Sudanese paramilitary forces killed at least 80 people in a southeastern village, a medical source and witnesses said on Friday (August 16, 2024), in an attack that followed U.S.-sponsored talks aimed at ending 16 months of devastating war.

The assault occurred in Jalgini village in the State of Sennar on Thursday (August 15, 2024).

“We received 55 dead and dozens of wounded at the hospital on Thursday, and 25 of them died on Friday, bringing the death toll to 80,” a source at Jalgini’s medical centre told AFP.

Also Read:Why is Sudan still at war a year on? | Explained

A survivor said the paramilitaries attacked on Thursday (August 15, 2024) morning.

“Yesterday morning, three military vehicles attacked Jalgini.
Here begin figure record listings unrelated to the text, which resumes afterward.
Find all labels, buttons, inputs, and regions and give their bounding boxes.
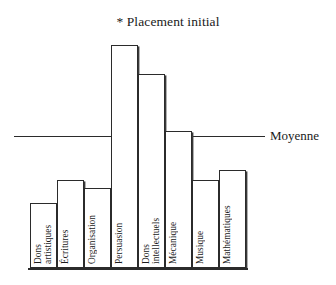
bar-6: [192, 180, 219, 268]
bar-3: [111, 45, 138, 268]
bar-1: [57, 180, 84, 268]
bar-7: [219, 170, 246, 268]
bar-4: [138, 74, 165, 268]
mean-line-label: Moyenne: [270, 129, 319, 142]
chart-baseline: [28, 268, 248, 270]
chart-figure: * Placement initial Dons artistiquesÉcri…: [0, 0, 336, 285]
bar-5: [165, 131, 192, 268]
bar-2: [84, 188, 111, 268]
bar-0: [30, 203, 57, 268]
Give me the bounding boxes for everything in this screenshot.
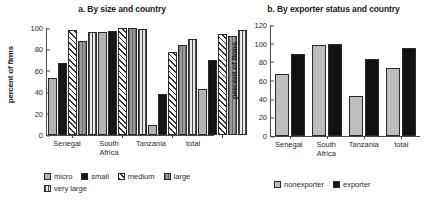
bar [88,32,97,135]
panel-a-legend: microsmallmediumlargevery large [44,172,224,196]
bar [58,63,67,135]
bar [291,54,305,136]
panel-b-legend: nonexporterexporter [274,180,424,192]
legend-label: micro [54,172,72,181]
x-axis-tick-label: South Africa [308,140,346,158]
legend-item[interactable]: large [164,172,191,181]
bar [98,32,107,135]
bar-group [97,28,147,135]
bar [108,31,117,135]
bar [178,45,187,135]
bar [208,60,217,135]
legend-swatch-icon [164,173,171,180]
panel-b-ytick: 40 [259,95,271,104]
bar-group [346,25,383,136]
panel-a-ytick: 40 [35,88,47,97]
chart-panel-b: b. By exporter status and country percen… [222,0,427,208]
legend-item[interactable]: very large [44,184,87,193]
bar-group [383,25,420,136]
legend-item[interactable]: small [81,172,109,181]
bar [138,29,147,135]
x-axis-tick-label: Senegal [46,139,88,157]
bar [365,59,379,136]
panel-b-ytick: 60 [259,76,271,85]
legend-swatch-icon [118,173,125,180]
panel-a-ytick: 20 [35,109,47,118]
bar [168,52,177,135]
bar [328,44,342,136]
panel-b-bar-groups [271,25,420,136]
legend-swatch-icon [44,173,51,180]
bar [275,74,289,136]
legend-item[interactable]: medium [118,172,155,181]
chart-panel-a: a. By size and country percent of firms … [0,0,222,208]
panel-a-y-axis-label: percent of firms [6,46,15,103]
bar [188,39,197,135]
legend-swatch-icon [274,181,281,188]
panel-b-ytick: 100 [254,39,271,48]
x-axis-tick-label: total [383,140,421,158]
panel-b-x-axis-labels: SenegalSouth AfricaTanzaniatotal [270,140,420,158]
x-axis-tick-label: total [172,139,214,157]
legend-swatch-icon [81,173,88,180]
x-axis-tick-label: South Africa [88,139,130,157]
bar [386,68,400,136]
x-axis-tick-label: Tanzania [130,139,172,157]
legend-label: very large [54,184,87,193]
legend-label: large [174,172,191,181]
panel-a-x-axis-labels: SenegalSouth AfricaTanzaniatotal [46,139,214,157]
legend-label: nonexporter [284,180,324,189]
bar [148,125,157,135]
panel-b-ytick: 20 [259,113,271,122]
bar-group [47,28,97,135]
bar [198,89,207,135]
panel-a-ytick: 100 [30,24,47,33]
bar [158,94,167,135]
panel-a-bar-groups [47,28,214,135]
panel-b-plot-area: 120 100 80 60 40 20 0 [270,25,420,137]
bar [402,48,416,136]
bar [312,45,326,136]
legend-label: exporter [343,180,371,189]
x-axis-tick-label: Tanzania [345,140,383,158]
bar [78,41,87,135]
panel-a-ytick: 80 [35,45,47,54]
bar-group [147,28,197,135]
panel-b-ytick: 120 [254,21,271,30]
legend-swatch-icon [333,181,340,188]
panel-b-ytick: 80 [259,57,271,66]
legend-label: medium [128,172,155,181]
legend-item[interactable]: micro [44,172,72,181]
bar-group [308,25,345,136]
legend-swatch-icon [44,185,51,192]
legend-label: small [91,172,109,181]
panel-a-title: a. By size and country [0,4,222,14]
bar [349,96,363,136]
figure-container: a. By size and country percent of firms … [0,0,427,208]
bar [128,28,137,135]
panel-a-ytick: 60 [35,66,47,75]
legend-item[interactable]: nonexporter [274,180,324,189]
bar [48,78,57,135]
panel-b-title: b. By exporter status and country [222,4,427,14]
panel-b-y-axis-label: percent of firms [230,42,239,99]
panel-a-plot-area: 100 80 60 40 20 0 [46,28,214,136]
bar [68,30,77,135]
bar [118,28,127,135]
x-axis-tick-label: Senegal [270,140,308,158]
legend-item[interactable]: exporter [333,180,371,189]
bar-group [271,25,308,136]
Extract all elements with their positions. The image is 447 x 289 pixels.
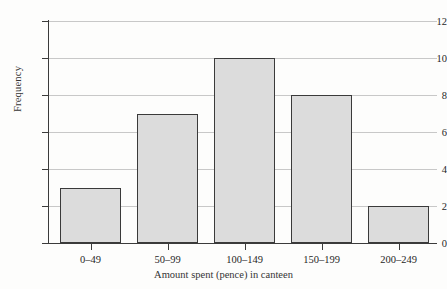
gridline bbox=[48, 21, 437, 22]
x-tick-mark bbox=[322, 243, 323, 250]
x-tick-mark bbox=[245, 243, 246, 250]
bar bbox=[137, 114, 197, 244]
bar bbox=[60, 188, 120, 244]
x-axis-title: Amount spent (pence) in canteen bbox=[0, 269, 447, 280]
y-axis-title: Frequency bbox=[12, 12, 23, 112]
y-tick-label: 12 bbox=[409, 16, 447, 27]
x-tick-label: 150–199 bbox=[303, 254, 340, 265]
y-tick-label: 4 bbox=[409, 164, 447, 175]
bar bbox=[291, 95, 351, 243]
y-axis-line bbox=[48, 20, 49, 244]
x-tick-label: 0–49 bbox=[80, 254, 101, 265]
x-tick-label: 100–149 bbox=[226, 254, 263, 265]
x-tick-mark bbox=[399, 243, 400, 250]
bar bbox=[368, 206, 428, 243]
y-tick-label: 8 bbox=[409, 90, 447, 101]
bar bbox=[214, 58, 274, 243]
x-tick-label: 200–249 bbox=[380, 254, 417, 265]
x-tick-label: 50–99 bbox=[154, 254, 180, 265]
histogram-chart: Frequency 024681012 0–4950–99100–149150–… bbox=[0, 0, 447, 289]
y-tick-label: 6 bbox=[409, 127, 447, 138]
x-tick-mark bbox=[91, 243, 92, 250]
x-tick-mark bbox=[168, 243, 169, 250]
y-tick-label: 10 bbox=[409, 53, 447, 64]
The residents resisted, prompting the retreat of the paramilitaries, who then returned with dozens of vehicles,” a Jalgini resident, who took his wounded son to the hospital added.

“They opened fire, torching homes and killing numerous people,” said the man, who asked not to be named. “On Friday, some bodies were still strewn on the street.”

Ceasefire talks began on Wednesday (August 14, 2024) in Geneva, hosted by the United States, Saudi, and Swiss mediators, though the Sudanese army refused to take part.

Previous rounds of negotiations in Jeddah in Saudi Arabia have failed to produce an agreement to end the fighting.

The paramilitary Rapid Support Forces (RSF), which since April 2023 has been battling Sudan’s regular army, captured the Sennar State capital of Sinja in June.

Since then, fighting in Sennar has displaced nearly 726,000 people, according to the United Nations agency the International Organization for Migration.

Many of them had fled the war in other parts of the northeast African country.

The State connects central Sudan to the army-controlled southeast, where hundreds of thousands of people have sought refuge.

The RSF controls most of the capital Khartoum, the central State of Al-Jazira, the vast western Darfur region and large swathes of Kordofan in the south.

The war pits Army Chief Abdel Fattah al-Burhan against the RSF led by his former deputy Mohamed Hamdan Daglo.

It has pushed the country of 48 million to the brink of famine, according to the United Nations, and killed tens of thousands of people, with some estimates of up to 150,000, according to US envoy to Sudan Tom Perriello.

More than 10 million people are currently displaced across Sudan, most in areas facing worsening humanitarian conditions as fighting spreads.

Both sides have been accused of war crimes, including deliberately targeting civilians and blocking humanitarian aid.